Sac supervisors shouldn’t just rubber-stamp SMUD’s Coyote Creek project | Opinion
The Sacramento Municipal Utility District — SMUD — has made a mistake it is unable to extricate itself from: A lack of due diligence surrounding the site of a potential energy project by outside developer D.E. Shaw Renewable Investments (DESRI) has put more than 1,400 acres — and 3,700 native oak trees — at risk of destruction for a solar array that critics say was poorly planned.
But it’s not too late yet for Sacramento County to knock back DESRI and SMUD’s plan and reverse this potential environmental catastrophe slated for our own backyard. The Sacramento County Board of Supervisors and the lead land use planners for the project will meet Nov. 18 to decide whether to approve its environmental review.
This is the last chance for Sacramento to correct this error: The supervisors need to send this plan back to the drawing board.
The SMUD Board of Directors made a mistake in 2020 when it agreed to buy power from a private entity without fully understanding the environmental implications of the decision. The choice of site for the proposed, 200 megawatt solar facility that SMUD calls “Coyote Creek” was poorly chosen by the New York-based developer, DESRI, Inc., with whom SMUD has worked in the past.
SMUD says that Coyote Creek, on a piece of privately-owned land called Barton Ranch, is being developed by the third-party DESRI and that it is simply a power purchaser, federally-required to provide interconnection access to qualifying renewable projects seeking to connect to the grid. But it appears SMUD is simply trying to wash its hands of a massive environmental problem of its own making.
It was SMUD, after all, that implemented the process by which DESRI applied for and received approval for this project. SMUD says it only reviews the volume and market price of the solar energy that such proposed projects would generate, while third-party companies like DESRI must manage the environmental review and permitting process. It’s obvious now that SMUD could (and should) change that division of duties.
Sean Wirth, co-chair of the ECOS Habitat Committee and conservation chair for the Sierra Club’s Mother Lode Chapter said DESRI misrepresented the site as “bare, rocky ground” when it is, in fact, an ecologically sensitive habitat that includes grasslands, wetlands and oak woodlands. According to the project’s own environmental analysis, more than 50 acres of native oak canopy would be permanently lost to the Coyote Creek project.
“The developer is responsible for project development, including site selection, environmental reviews and regulatory compliance, as well as the County of Sacramento’s approval process,” said a spokesperson for SMUD, Gamaliel Ortiz, in an email.
Wirth told The Bee that SMUD did not conduct site visits or ecological screenings, nor did it ever reach out to the environmental community about the project.
Sacramento County can do better
It seems hard for SMUD to back out of a power purchase agreement it has approved, but it is relatively straightforward for county supervisors to reject this project by upholding the rules laid out in its own General Plan.
That plan states that the county’s policy for large, multi-megawatt energy facilities is that siting should be at a location that will “minimize impacts” to county resources, but also that “each project is different and must be analyzed individually.”
“Site on lands with the lowest habitat and open space values,” and “site in areas of lowest scenic values,” the Sacramento County General Plan clearly states. Coyote Creek is a site of habitat, open space and scenic value. It should have failed as a potential site on multiple levels before this project ever got to the final stage of its Environmental Impact Review process.
It’s obvious that neither SMUD nor DESRI analyzed this property with minimal impact in mind. On Nov. 18, the County of Sacramento will have a chance to rectify that by scaling back the project until it no longer encroaches on the blue oak woodland.
The landowners of Barton Ranch made it clear to the county’s Planning Commission that if Coyote Creek did not move forward as planned, they would be forced to consider residential development, but conservationists believe the land would be highly competitive for the state’s Sustainable Agricultural Land Conservation program.
If Sacramentans care about the damage planned to the county’s eastern grasslands, wetlands and oak woodlands, then they must speak up at this meeting and ask the county to scale back the plan to protect the rare woodlands. For what good is a general plan that only pays lip service to protecting our environment?
Sacramento doesn’t need this solar array to meet our carbon-free energy goals if it means destroying the environment we’re trying to protect by installing alternate energy sources. And there are other options if the landowners want to work with local and state officials to preserve this beautiful landscape as open space. The Board of Supervisors must send this project back to the planning stages and deny the final environmental impact report for Coyote Creek until it spares the woodland.
Sacramento can meet our county’s green energy goals without destroying 3,700 mature, native oak trees and the ecological and animal habitats that depend on them. To sacrifice one for the other is no kind of bargain, and SMUD needs to fully understand the real-world impacts of its energy sources before buying them — not after.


§ What you are asked to do
Skip the pictures, please, and write out exactly the lines from the opening of the data through the line containing "Image is 770x377 pixels.".
»»
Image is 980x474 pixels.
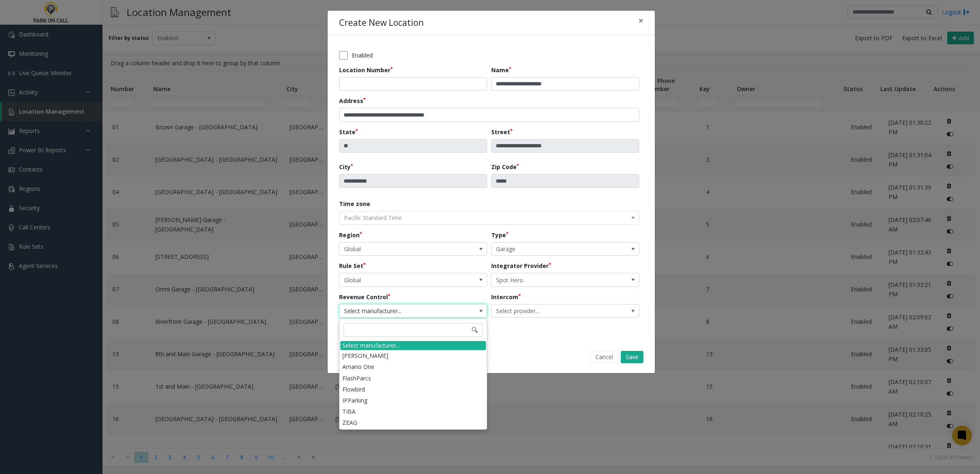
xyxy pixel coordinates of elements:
li: IPParking [341,395,486,406]
li: TIBA [341,406,486,417]
label: Time zone [339,200,370,208]
li: Flowbird [341,384,486,395]
span: Select provider... [492,304,610,318]
span: Global [340,274,458,286]
span: Spot Hero [492,274,610,286]
button: Close [633,11,650,31]
label: Street [492,127,513,136]
span: Global [340,242,458,256]
label: Revenue Control [339,292,391,302]
li: FlashParcs [341,373,486,384]
label: Location Number [339,65,393,74]
span: Select manufacturer... [340,304,458,318]
li: Amano One [341,361,486,372]
label: Region [339,230,362,240]
label: Integrator Provider [492,262,551,270]
label: State [339,127,358,136]
button: Cancel [590,351,618,363]
div: Select manufacturer... [341,341,486,350]
h4: Create New Location [339,16,424,30]
li: ZEAG [341,417,486,428]
button: Save [621,351,644,363]
label: Intercom [492,292,521,302]
label: Rule Set [339,262,366,270]
label: City [339,162,353,171]
label: Zip Code [492,162,519,171]
label: Address [339,97,366,105]
app-dropdown: The timezone is automatically set based on the address and cannot be edited. [339,213,639,221]
label: Type [492,230,509,240]
label: Enabled [352,51,373,59]
span: × [639,14,644,26]
li: [PERSON_NAME] [341,350,486,361]
span: Garage [492,242,610,256]
label: Name [492,65,511,74]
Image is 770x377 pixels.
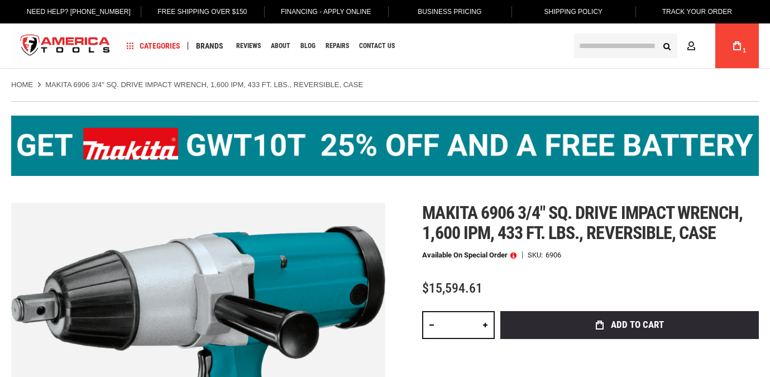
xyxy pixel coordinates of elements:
[45,80,363,89] strong: MAKITA 6906 3/4" SQ. DRIVE IMPACT WRENCH, 1,600 IPM, 433 FT. LBS., REVERSIBLE, CASE
[11,116,759,176] img: BOGO: Buy the Makita® XGT IMpact Wrench (GWT10T), get the BL4040 4ah Battery FREE!
[354,39,400,54] a: Contact Us
[422,280,483,296] span: $15,594.61
[11,25,120,67] img: America Tools
[122,39,185,54] a: Categories
[727,23,748,68] a: 1
[236,42,261,49] span: Reviews
[422,202,743,244] span: Makita 6906 3/4" sq. drive impact wrench, 1,600 ipm, 433 ft. lbs., reversible, case
[11,80,33,90] a: Home
[498,342,761,375] iframe: Secure express checkout frame
[326,42,349,49] span: Repairs
[11,25,120,67] a: store logo
[500,311,759,339] button: Add to Cart
[611,320,664,330] span: Add to Cart
[231,39,266,54] a: Reviews
[321,39,354,54] a: Repairs
[127,42,180,50] span: Categories
[266,39,295,54] a: About
[191,39,228,54] a: Brands
[300,42,316,49] span: Blog
[743,47,746,54] span: 1
[546,251,561,259] div: 6906
[196,42,223,50] span: Brands
[544,8,603,16] span: Shipping Policy
[422,251,517,259] p: Available on Special Order
[295,39,321,54] a: Blog
[528,251,546,259] strong: SKU
[359,42,395,49] span: Contact Us
[271,42,290,49] span: About
[656,35,677,56] button: Search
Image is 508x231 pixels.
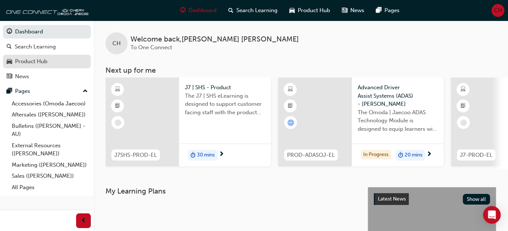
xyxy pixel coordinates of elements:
a: External Resources ([PERSON_NAME]) [9,140,91,159]
span: News [350,6,364,15]
a: All Pages [9,182,91,193]
a: search-iconSearch Learning [222,3,283,18]
span: next-icon [426,151,432,158]
span: J7-PROD-EL [460,151,492,159]
span: search-icon [7,44,12,50]
span: 20 mins [404,151,422,159]
img: oneconnect [4,3,88,18]
span: booktick-icon [115,101,120,111]
span: guage-icon [180,6,185,15]
span: The Omoda | Jaecoo ADAS Technology Module is designed to equip learners with essential knowledge ... [357,108,437,133]
span: PROD-ADASOJ-EL [287,151,335,159]
span: The J7 | SHS eLearning is designed to support customer facing staff with the product and sales in... [185,92,265,117]
span: CH [112,39,120,48]
a: news-iconNews [336,3,370,18]
span: duration-icon [190,151,195,160]
a: Product Hub [3,55,91,68]
a: Dashboard [3,25,91,39]
a: Marketing ([PERSON_NAME]) [9,159,91,171]
span: up-icon [83,87,88,96]
button: Show all [462,194,490,205]
span: pages-icon [7,88,12,95]
button: Pages [3,84,91,98]
span: To One Connect [130,44,172,51]
span: booktick-icon [288,101,293,111]
h3: Next up for me [94,66,508,75]
a: Accessories (Omoda Jaecoo) [9,98,91,109]
a: Search Learning [3,40,91,54]
span: car-icon [289,6,295,15]
span: prev-icon [81,216,86,226]
span: learningResourceType_ELEARNING-icon [288,85,293,94]
span: Search Learning [236,6,277,15]
span: news-icon [7,73,12,80]
span: Advanced Driver Assist Systems (ADAS) - [PERSON_NAME] [357,83,437,108]
h3: My Learning Plans [105,187,356,195]
span: learningRecordVerb_NONE-icon [460,119,466,126]
span: pages-icon [376,6,381,15]
span: car-icon [7,58,12,65]
div: Pages [15,87,30,96]
a: car-iconProduct Hub [283,3,336,18]
span: learningResourceType_ELEARNING-icon [115,85,120,94]
span: news-icon [342,6,347,15]
a: J7SHS-PROD-ELJ7 | SHS - ProductThe J7 | SHS eLearning is designed to support customer facing staf... [105,78,271,166]
a: Bulletins ([PERSON_NAME] - AU) [9,120,91,140]
span: 30 mins [197,151,215,159]
a: PROD-ADASOJ-ELAdvanced Driver Assist Systems (ADAS) - [PERSON_NAME]The Omoda | Jaecoo ADAS Techno... [278,78,443,166]
a: guage-iconDashboard [174,3,222,18]
span: J7 | SHS - Product [185,83,265,92]
span: learningRecordVerb_ATTEMPT-icon [287,119,294,126]
span: Dashboard [188,6,216,15]
button: CH [491,4,504,17]
span: Welcome back , [PERSON_NAME] [PERSON_NAME] [130,35,299,44]
a: pages-iconPages [370,3,405,18]
div: Search Learning [15,43,56,51]
div: In Progress [360,150,391,160]
a: Aftersales ([PERSON_NAME]) [9,109,91,120]
span: search-icon [228,6,233,15]
span: learningRecordVerb_NONE-icon [115,119,121,126]
div: Product Hub [15,57,47,66]
div: Open Intercom Messenger [483,206,500,224]
span: J7SHS-PROD-EL [114,151,157,159]
span: Product Hub [298,6,330,15]
a: Sales ([PERSON_NAME]) [9,170,91,182]
span: Pages [384,6,399,15]
a: Latest NewsShow all [374,193,490,205]
div: News [15,72,29,81]
span: Latest News [378,196,406,202]
a: News [3,70,91,83]
span: duration-icon [398,151,403,160]
button: DashboardSearch LearningProduct HubNews [3,24,91,84]
span: next-icon [219,151,224,158]
span: CH [494,6,502,15]
span: learningResourceType_ELEARNING-icon [460,85,465,94]
span: booktick-icon [460,101,465,111]
span: guage-icon [7,29,12,35]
««
§ Completed task
Image is 980x474 pixels.
xyxy pixel coordinates of elements:
li: IPParking [341,395,486,406]
li: TIBA [341,406,486,417]
label: Time zone [339,200,370,208]
li: Flowbird [341,384,486,395]
span: Select provider... [492,304,610,318]
span: Global [340,274,458,286]
span: Spot Hero [492,274,610,286]
button: Close [633,11,650,31]
label: Street [492,127,513,136]
span: Global [340,242,458,256]
label: Revenue Control [339,292,391,302]
li: FlashParcs [341,373,486,384]
label: Location Number [339,65,393,74]
span: Select manufacturer... [340,304,458,318]
li: Amano One [341,361,486,372]
label: Region [339,230,362,240]
label: Integrator Provider [492,262,551,270]
label: State [339,127,358,136]
button: Cancel [590,351,618,363]
div: Select manufacturer... [341,341,486,350]
h4: Create New Location [339,16,424,30]
li: ZEAG [341,417,486,428]
button: Save [621,351,644,363]
label: Intercom [492,292,521,302]
label: Rule Set [339,262,366,270]
label: City [339,162,353,171]
label: Zip Code [492,162,519,171]
label: Address [339,97,366,105]
app-dropdown: The timezone is automatically set based on the address and cannot be edited. [339,213,639,221]
label: Type [492,230,509,240]
label: Enabled [352,51,373,59]
span: × [639,14,644,26]
li: [PERSON_NAME] [341,350,486,361]
span: Garage [492,242,610,256]
label: Name [492,65,511,74]
Image is 770x377 pixels.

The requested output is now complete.